Why a Separate Domain is Essential for Outbound Sales Email Deliverability (and How to Set It Up)
- Alec Trachtenberg
- Feb 18
- 3 min read

If you’re sending outbound sales emails from your main company domain, you’re taking a huge risk—one that could hurt your email deliverability, response rates, and even your entire company’s ability to send emails.
A separate domain for outbound prospecting helps protect your main domain while increasing your chances of landing in inboxes instead of spam folders. It’s a simple but essential step for any sales team running outbound campaigns at scale.
Why a Separate Domain is Non-Negotiable for Outbound Sales
Using a dedicated domain for outbound sales has four major benefits:
Protects Your Primary Domain: Cold outreach carries the risk of high bounce rates and spam complaints. If you use your main domain, this can affect everyone at your company, not just your sales team.
Improves Email Deliverability: A new, properly warmed-up domain can help you avoid email providers flagging your messages as spam.
Prevents Blacklisting: If your outbound emails get flagged too often, your domain could end up blacklisted—shutting down your ability to reach clients.
Allows for Scalable Outreach: Multiple domains allow you to send a higher volume of emails while spreading the risk across different inboxes.
Now that you know why it’s important, here’s a simple step-by-step guide to setting up a separate domain for outbound prospecting.
How to Set Up a Separate Domain for Sales Prospecting
Setting up a new outbound sales domain is a simple process that takes about 30-60 minutes if done correctly. Here’s a step-by-step breakdown:
Step 1: Choose a Similar, But Slightly Different Domain
Your sales prospecting domain should closely resemble your primary domain while being different enough to separate it from your official business emails.
Examples:
If your primary domain is yourcompany.com, consider:
Pro Tip: Avoid using random-looking domains (e.g., yourcompanysales.net) as they can appear spammy and reduce trust.
Step 2: Purchase & Set Up Your New Domain
Buy your domain from a reputable registrar like Google Domains, Namecheap, or GoDaddy.
Set up your domain in Google Workspace (recommended) or Microsoft Outlook to enable email hosting.
Step 3: Authenticate Your Domain (SPF, DKIM, DMARC)
SPF, DKIM, and DMARC are email authentication protocols that prevent your outbound emails from being marked as spam.
SPF (Sender Policy Framework) – Tells email providers which servers can send emails on your behalf.
DKIM (DomainKeys Identified Mail) – Adds a digital signature to verify the legitimacy of your emails.
DMARC (Domain-based Message Authentication, Reporting & Conformance) – Prevents email spoofing and phishing attacks.
How to Set It Up:
Go to your domain’s DNS settings in your registrar (Google Domains, Namecheap, etc.).
Add SPF, DKIM, and DMARC TXT records (your email provider will give you these).
Use a free tool like MXToolbox to verify everything is set up correctly.
Pro Tip: If you skip this step, your emails may land in spam or never get delivered.
Step 4: Warm Up Your New Domain
New domains are not trusted by email providers, so you can’t immediately start blasting cold emails.
Warm-up process (takes ~3-4 weeks):
Send small batches of emails (5-10 per day) to real contacts.
Gradually increase volume each week (e.g., Week 2: 20 emails/day, Week 3: 50 emails/day).
Engage in normal conversations—reply to emails, avoid sending identical templates.
Use a warm-up tool like Mailwarm, Warmbox, or Lemwarm to automate this process.
Step 5: Set Up a Professional Sales Email Address
Your new domain needs to look credible and professional.
Example Sales Email Formats:
Avoid spammy emails like:
Step 6: Implement Email Sending Best Practices
Once your domain is warmed up, follow these best practices to keep your deliverability strong:
Use a reputable cold email tool – Lemlist, Instantly, or Apollo.io.
Keep emails personalized – No generic, spammy templates.
Limit daily sending – Stay under 50-100 emails/day per inbox to avoid being flagged.
Monitor bounce rates – Keep it under 5% (use email verification tools like ZeroBounce).
Red Flags That Can Get Your Domain Blocked:
Sending hundreds of emails per day too soon.
Using spammy words like “FREE!!!” or “100% GUARANTEED.”
Not handling bounced emails properly.
Final Thoughts:
Why This Matters for Your Outbound Sales Success
If you’re running outbound sales campaigns, setting up a separate prospecting domain is one of the best investments you can make.
Protects your company’s primary domain.
Boosts deliverability and response rates.
Prevents blacklisting and spam issues.
Enables scalable outreach without hurting your brand.
By taking 30-60 minutes to set this up properly, you’ll avoid weeks of email headaches and maximize the impact of your sales efforts.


• [Exercise directions] Filter the records below, keeping only lines with the string "precedence".

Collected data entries
<<<<
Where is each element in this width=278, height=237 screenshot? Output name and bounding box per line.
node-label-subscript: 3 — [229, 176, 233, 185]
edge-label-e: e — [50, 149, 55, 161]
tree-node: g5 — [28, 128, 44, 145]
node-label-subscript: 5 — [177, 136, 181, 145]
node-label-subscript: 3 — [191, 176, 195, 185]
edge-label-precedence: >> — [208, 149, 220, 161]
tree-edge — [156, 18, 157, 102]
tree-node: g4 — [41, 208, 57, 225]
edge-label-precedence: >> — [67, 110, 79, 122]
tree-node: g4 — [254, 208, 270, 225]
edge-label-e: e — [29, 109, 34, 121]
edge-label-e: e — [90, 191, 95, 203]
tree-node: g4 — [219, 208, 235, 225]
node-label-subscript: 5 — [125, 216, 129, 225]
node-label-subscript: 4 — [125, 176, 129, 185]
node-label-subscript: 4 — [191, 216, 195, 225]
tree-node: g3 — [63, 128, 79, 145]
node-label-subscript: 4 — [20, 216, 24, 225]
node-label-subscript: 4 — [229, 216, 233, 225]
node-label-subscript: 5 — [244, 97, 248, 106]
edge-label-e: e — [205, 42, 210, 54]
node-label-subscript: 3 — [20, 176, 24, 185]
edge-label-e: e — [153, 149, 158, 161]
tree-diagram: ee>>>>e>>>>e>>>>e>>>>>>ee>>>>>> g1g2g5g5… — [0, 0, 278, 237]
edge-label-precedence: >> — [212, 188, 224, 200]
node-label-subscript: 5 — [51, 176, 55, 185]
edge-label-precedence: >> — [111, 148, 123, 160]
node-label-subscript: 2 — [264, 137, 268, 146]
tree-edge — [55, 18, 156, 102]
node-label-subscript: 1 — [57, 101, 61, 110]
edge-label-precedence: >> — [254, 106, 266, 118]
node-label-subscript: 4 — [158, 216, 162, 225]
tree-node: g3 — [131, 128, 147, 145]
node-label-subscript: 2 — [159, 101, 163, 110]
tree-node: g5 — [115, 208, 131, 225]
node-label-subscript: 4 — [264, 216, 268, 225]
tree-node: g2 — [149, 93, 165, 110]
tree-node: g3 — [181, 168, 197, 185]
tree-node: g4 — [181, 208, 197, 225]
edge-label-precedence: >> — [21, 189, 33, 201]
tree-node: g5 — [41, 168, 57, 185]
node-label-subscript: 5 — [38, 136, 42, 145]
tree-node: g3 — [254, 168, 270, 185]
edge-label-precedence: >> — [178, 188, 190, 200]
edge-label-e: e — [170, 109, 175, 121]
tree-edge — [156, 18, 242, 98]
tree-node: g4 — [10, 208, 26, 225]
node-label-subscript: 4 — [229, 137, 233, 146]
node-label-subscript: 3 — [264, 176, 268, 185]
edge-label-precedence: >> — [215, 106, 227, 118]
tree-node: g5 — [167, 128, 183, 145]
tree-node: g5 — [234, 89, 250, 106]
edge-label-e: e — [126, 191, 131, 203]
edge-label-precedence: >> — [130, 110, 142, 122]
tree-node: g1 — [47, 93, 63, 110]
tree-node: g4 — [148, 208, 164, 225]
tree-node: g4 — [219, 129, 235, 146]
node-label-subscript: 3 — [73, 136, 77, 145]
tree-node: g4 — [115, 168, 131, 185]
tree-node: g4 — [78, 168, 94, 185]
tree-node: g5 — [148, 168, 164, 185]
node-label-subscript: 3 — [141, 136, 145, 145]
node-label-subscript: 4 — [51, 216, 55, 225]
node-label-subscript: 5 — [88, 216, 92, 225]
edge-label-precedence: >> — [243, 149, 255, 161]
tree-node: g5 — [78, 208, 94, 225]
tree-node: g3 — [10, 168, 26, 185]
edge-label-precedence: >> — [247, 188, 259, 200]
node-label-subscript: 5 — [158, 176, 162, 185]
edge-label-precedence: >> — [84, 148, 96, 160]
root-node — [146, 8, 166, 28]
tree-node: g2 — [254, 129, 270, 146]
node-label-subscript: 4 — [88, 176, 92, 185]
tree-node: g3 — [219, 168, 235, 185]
>>>>
• [Exercise solution]
edge-label-precedence: >> — [208, 149, 220, 161]
edge-label-precedence: >> — [67, 110, 79, 122]
edge-label-precedence: >> — [212, 188, 224, 200]
edge-label-precedence: >> — [111, 148, 123, 160]
edge-label-precedence: >> — [254, 106, 266, 118]
edge-label-precedence: >> — [21, 189, 33, 201]
edge-label-precedence: >> — [178, 188, 190, 200]
edge-label-precedence: >> — [215, 106, 227, 118]
edge-label-precedence: >> — [130, 110, 142, 122]
edge-label-precedence: >> — [243, 149, 255, 161]
edge-label-precedence: >> — [247, 188, 259, 200]
edge-label-precedence: >> — [84, 148, 96, 160]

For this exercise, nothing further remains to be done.